26 June 2011
As I walked out to Walden yesterday morn, I barely missed stepping on a significantly large blood-worm crossing on the walkway. I think it was no less that four-six inches in length and actually seemed to me quite animated for a worm. It twisted its rear end into some curlicue, and pushed its front end advancing, sometimes moving forward but at times only reconfiguring. I suspect that it is called a blood worm because the enlarged girth below its front end seems engorged with blood—or at least its upper section approaches the color of blood. I watched for some time as the worm writhed and wriggled its way to wherever it might have been moving. I cannot attribute causation to the worm, alas, and so I will not say “where it was headed,” though it is humanly difficult to accept movement without purpose or direction. I marveled at the contortions the worm made in its progress. First, its rear twisted into a squiggle, and then its front end straightened out the question mark its rear had formed. I could discern no motive for its motions. I stood on the path and observed the worm, and then entered the cabin to move on to my own wrigglings and writhings. Maybe in here I would have purpose. But for a moment I turned back and watched through the glass and waited expectantly for a bird to alight and pick the worm up in its beak and carry it off to feed its younglings. But none arrived.

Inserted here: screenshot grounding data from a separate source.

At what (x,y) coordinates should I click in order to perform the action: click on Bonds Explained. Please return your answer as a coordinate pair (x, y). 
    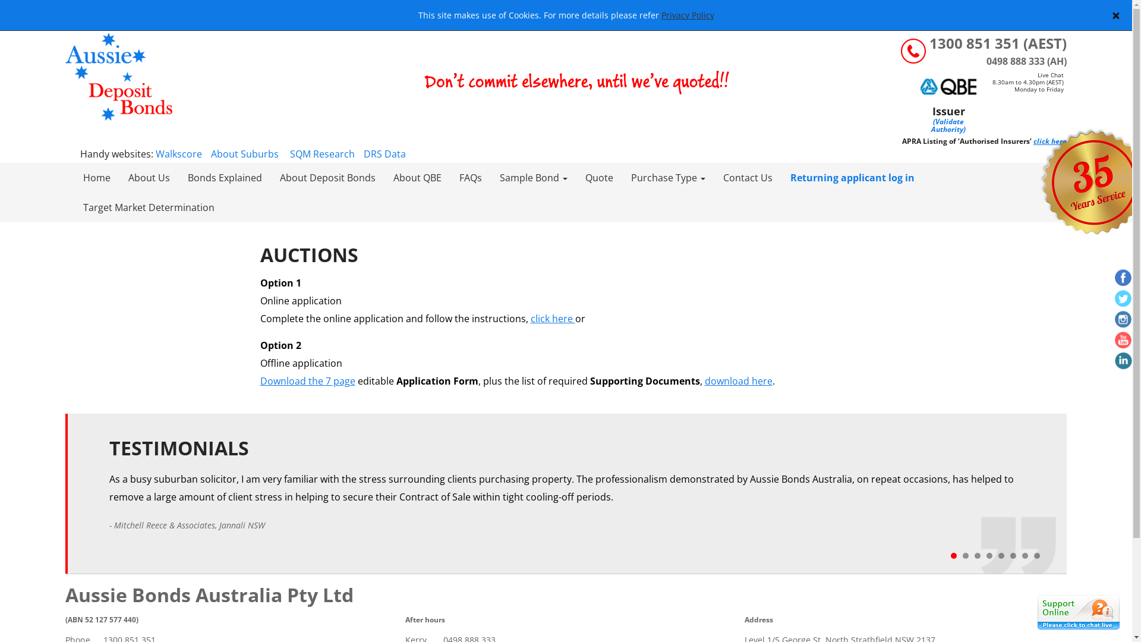
    Looking at the image, I should click on (225, 178).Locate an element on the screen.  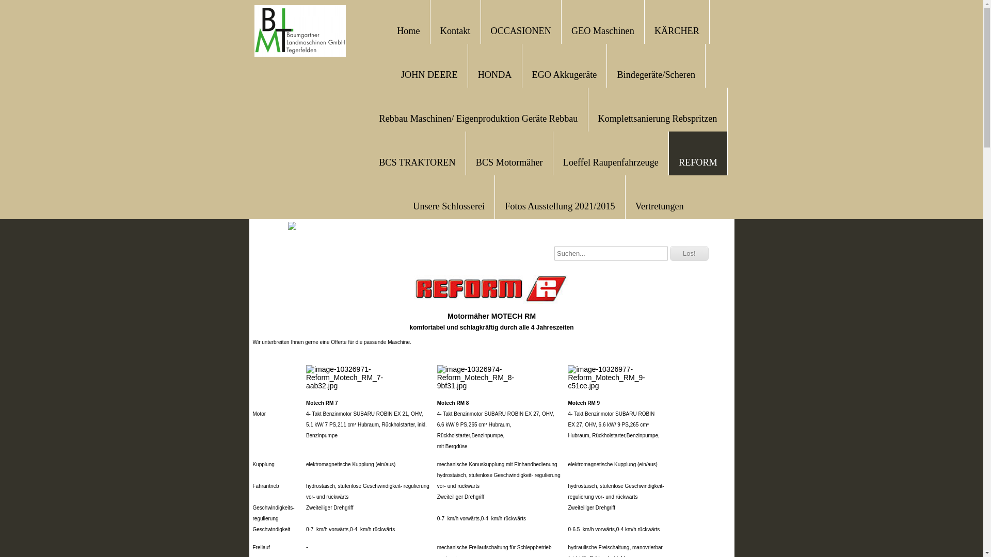
REFORM is located at coordinates (698, 161).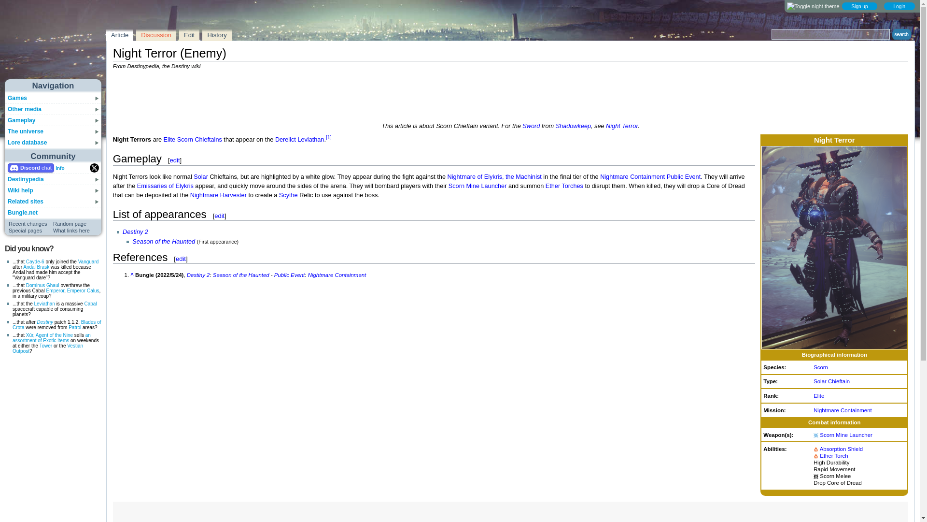  I want to click on Blade of Crota, so click(57, 324).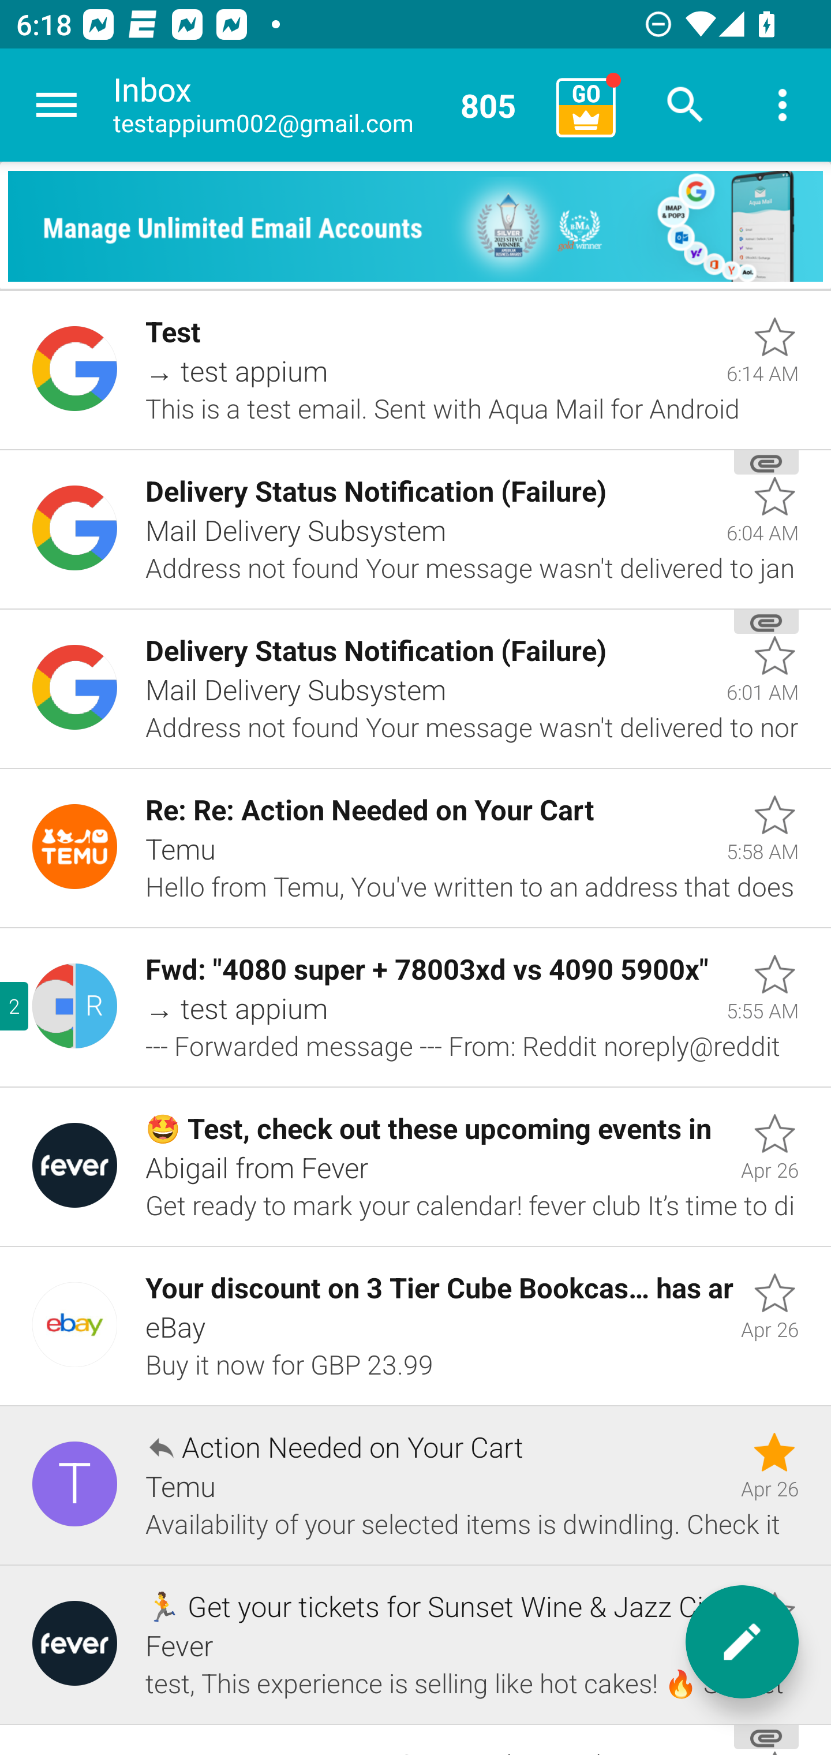  Describe the element at coordinates (686, 105) in the screenshot. I see `Search` at that location.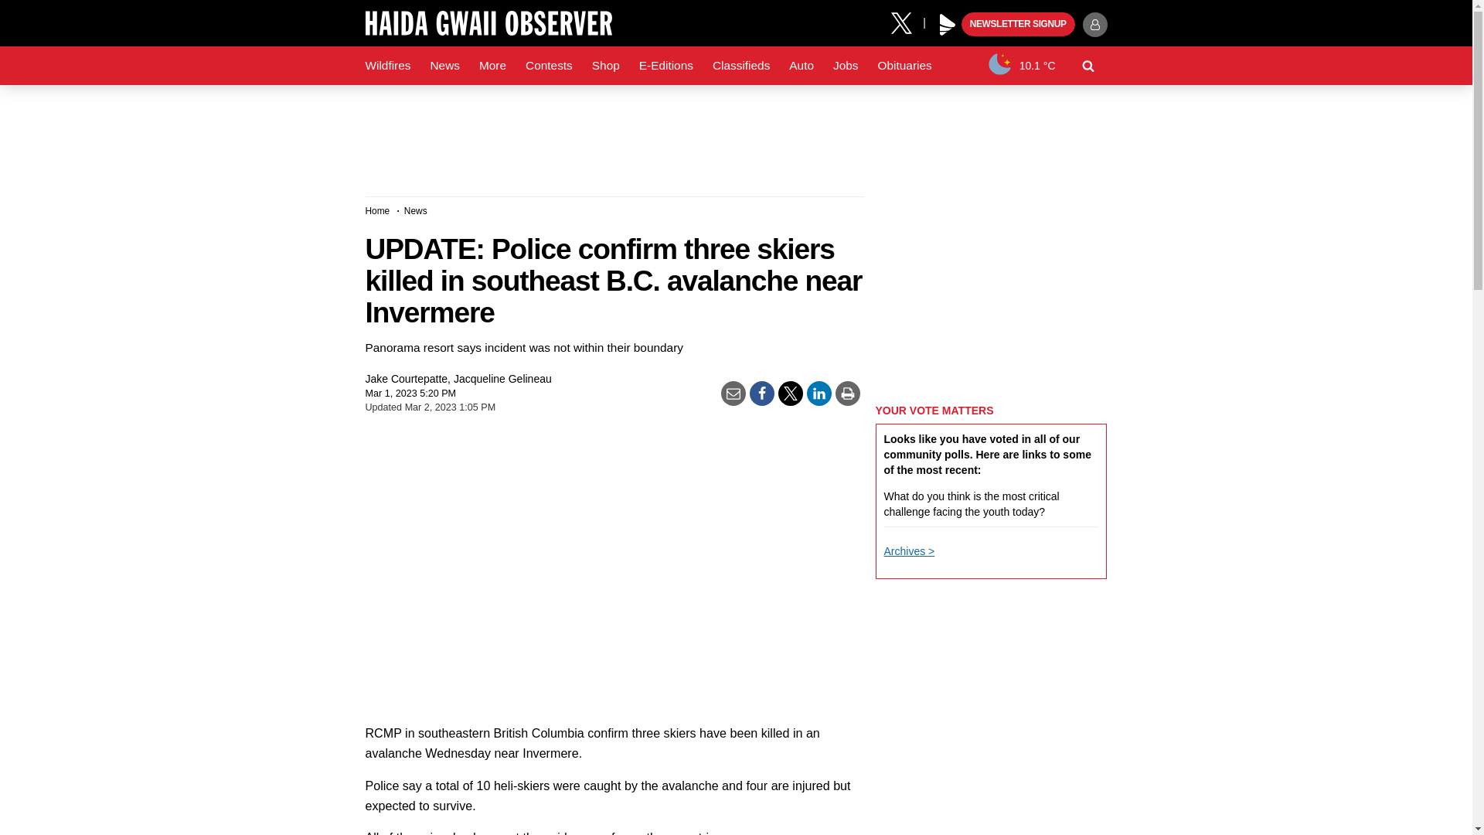  I want to click on NEWSLETTER SIGNUP, so click(1018, 25).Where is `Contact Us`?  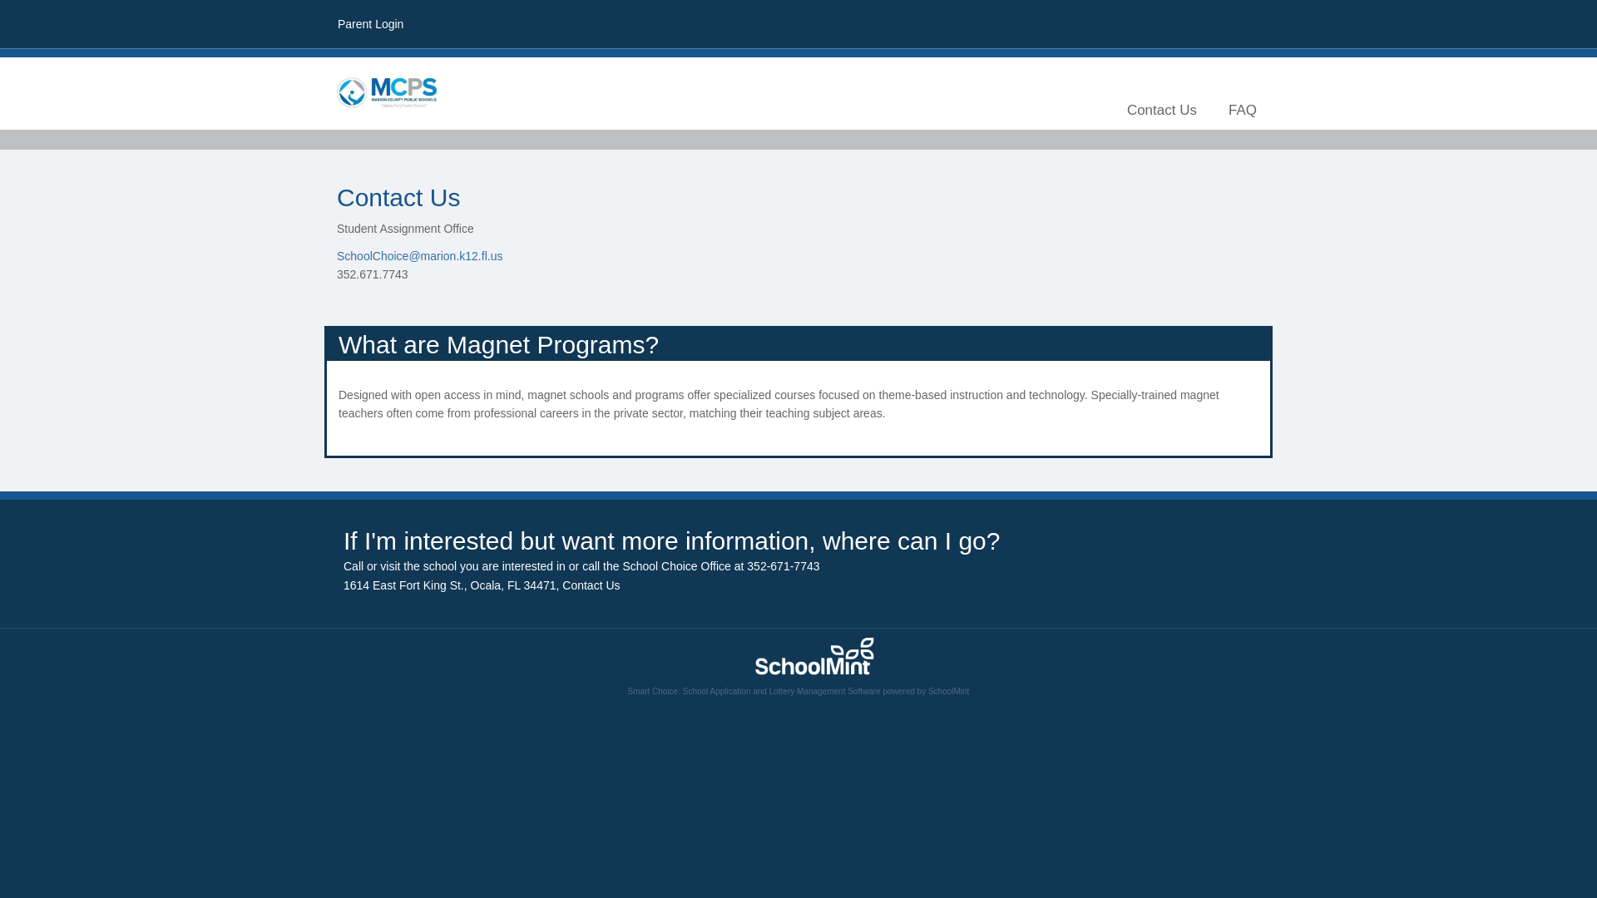 Contact Us is located at coordinates (1161, 110).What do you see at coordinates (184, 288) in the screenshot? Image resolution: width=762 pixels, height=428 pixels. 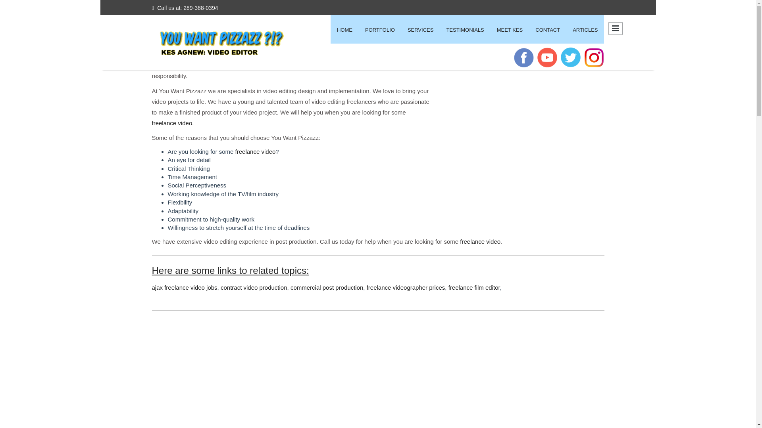 I see `ajax freelance video jobs` at bounding box center [184, 288].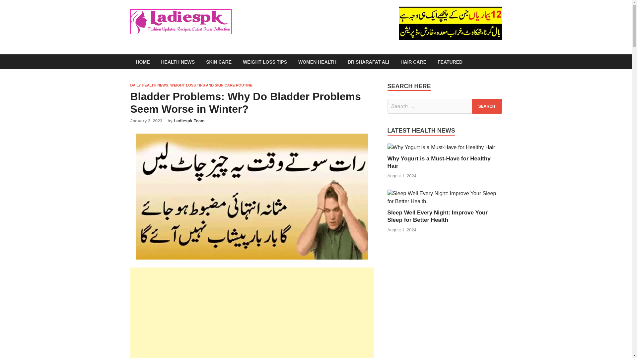 This screenshot has width=637, height=358. What do you see at coordinates (219, 62) in the screenshot?
I see `SKIN CARE` at bounding box center [219, 62].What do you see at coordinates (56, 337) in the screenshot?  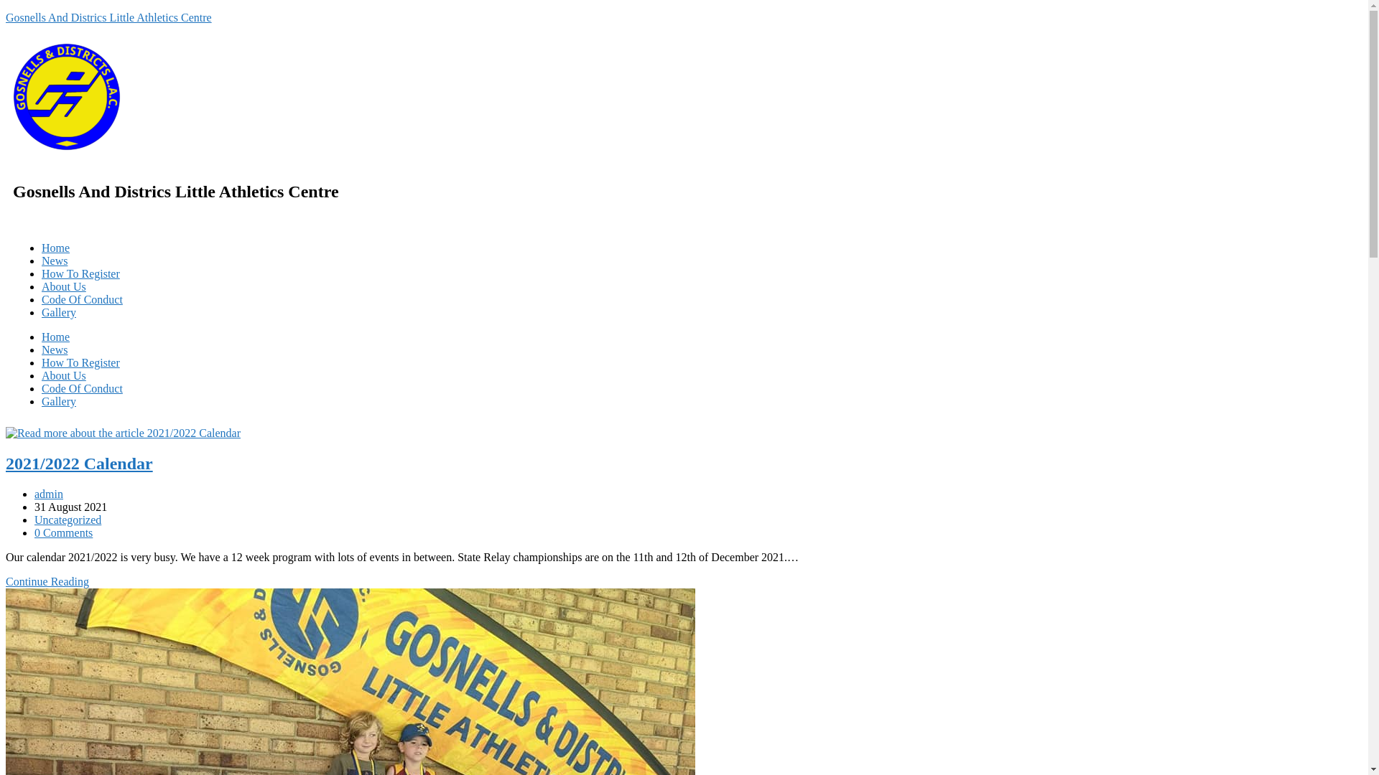 I see `Home` at bounding box center [56, 337].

Several hours later I remembered the worm and went again to the glass to check on its fate. I noted that its rear end (I think it was its rear, but what do I know?) had reached the end of the path and the entire front of the worm had fallen into the grass. I wondered if it were safer here and out of obvious sight, but of course, I knew that its predators knew exactly how to see its prey despite the camouflage.
I did not see the worm today. Perhaps it was discovered.
And yesterday as I sat out here in Walden, a movement on the computer screen disclosed behind me and outside the window a doe crossing the backyard. Not ten feet behind it was its fawn. prancing behind its parent like many a child following close but sovereign. The spotted fawn was small and delicate, and I was cheered to watch it following its mother. But then something startled the pair—it might have been my presence—and the doe ran west into the brush and the fawn scurried east into the woods. I wondered if the two would find each other again. I was saddened at the even and despaired that I was responsible for the separation. Today as I sat out here in Walden a doe passed my cabin window but was not followed by a fawn. I had no way to know if it was the same doe searching for its lost fawn.
Emerson notwithstanding, Nature is a mystery to me and offers no lessons. And the mystery today doesn’t comfort me.